I'm making less of an effort than usual with this post to be interesting to people who aren't me.  I'm just formalizing the idea of "unravelling" of certain employment markets, in particular markets where there's some sense in which it's best for all firms and workers to be making offers that are in some sense simultaneous, but where individual agents might have an incentive to cheat, making deals before the thick market; in particular, under what conditions might a firm make a take-it-or-leave-it offer to a prospective employee before the market rather than waiting for the market?  In particular, it should be clear that, if the offer were really enticing, the employee would have accepted it in the regular market, and if it's not enticing enough, the employee won't accept it anyway.

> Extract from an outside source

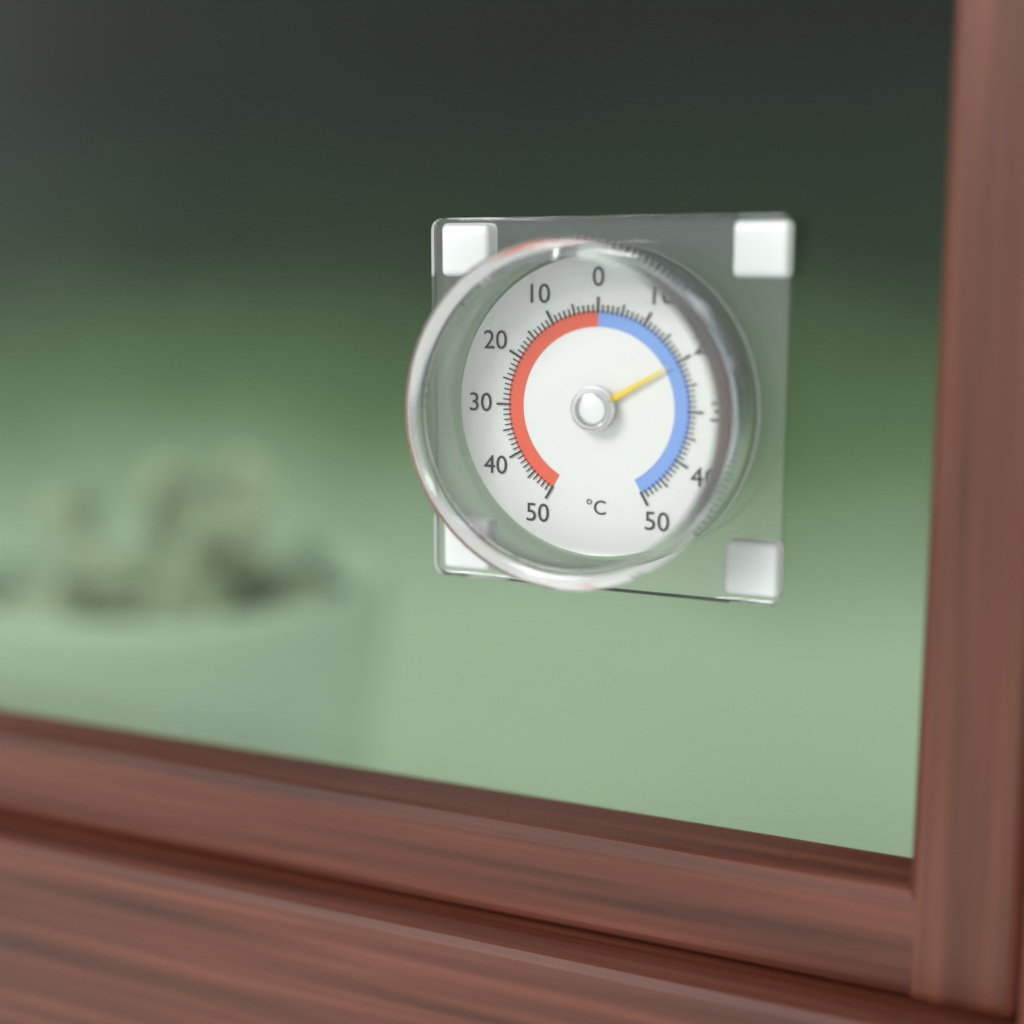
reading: -20 °C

Suppose there are two prospective firms hiring an employee, and let's examine the consequences of their making offers sequentially or simultaneously (in the sense of game theory).  Ex ante, the employee attaches probabilities p1 and p2 of getting offers from them, and gets utility u1 or u2 from accepting an offer. (The value of unemployment is set to 0, and may be assumed lower than either ui.)  If firm 1 makes an offer that must be accepted or declined before receiving a response from firm 2, then declining the offer is worth p2u2; conditional on firm 1's offer, the expected payoff is
p2u2.
max{u1,p2u2} or p2u2.
If the offers are simultaneous, then those conditional values are
max{u1, u1(1-p2)+p2u2} or  p2u2.
If the first firm fails to make an offer, the structure of the game is immaterial. Similarly, if the first firm is the worker's first choice, the structure is immaterial. If the worker gets an offer from the first firm but u2>u1, then the simultaneous game payoff, which can be written as u1+max{0, p2(u2-u1)}, is u1+p2(u2-u1)=p2u2+u1(1-p2); the simultaneous game payoff in these circumstances is higher by min{p2(u2-u1),u1(1-p2)}.

The first firm gets the hire in the sequential game whenever it does in the simultaneous game, but also when
  • It makes an offer
  • firm 2 makes or would have made an offer
  • u2 > u1 > p2u2
where the last condition is the condition in which the worker would choose firm 2 over firm 1 if given both choices but will choose firm 1 rather than take the chance that the other offer isn't coming.  This condition essentially captures the intuition of the last sentence of the first paragraph; by exploiting the worker's uncertainty as to whether a better offer would be forthcoming, the employer can induce the worker to take the "bird in the hand", but as the probability of another offer gets close to 1, there's an increasingly narrow range of offers the worker would accept now but not later.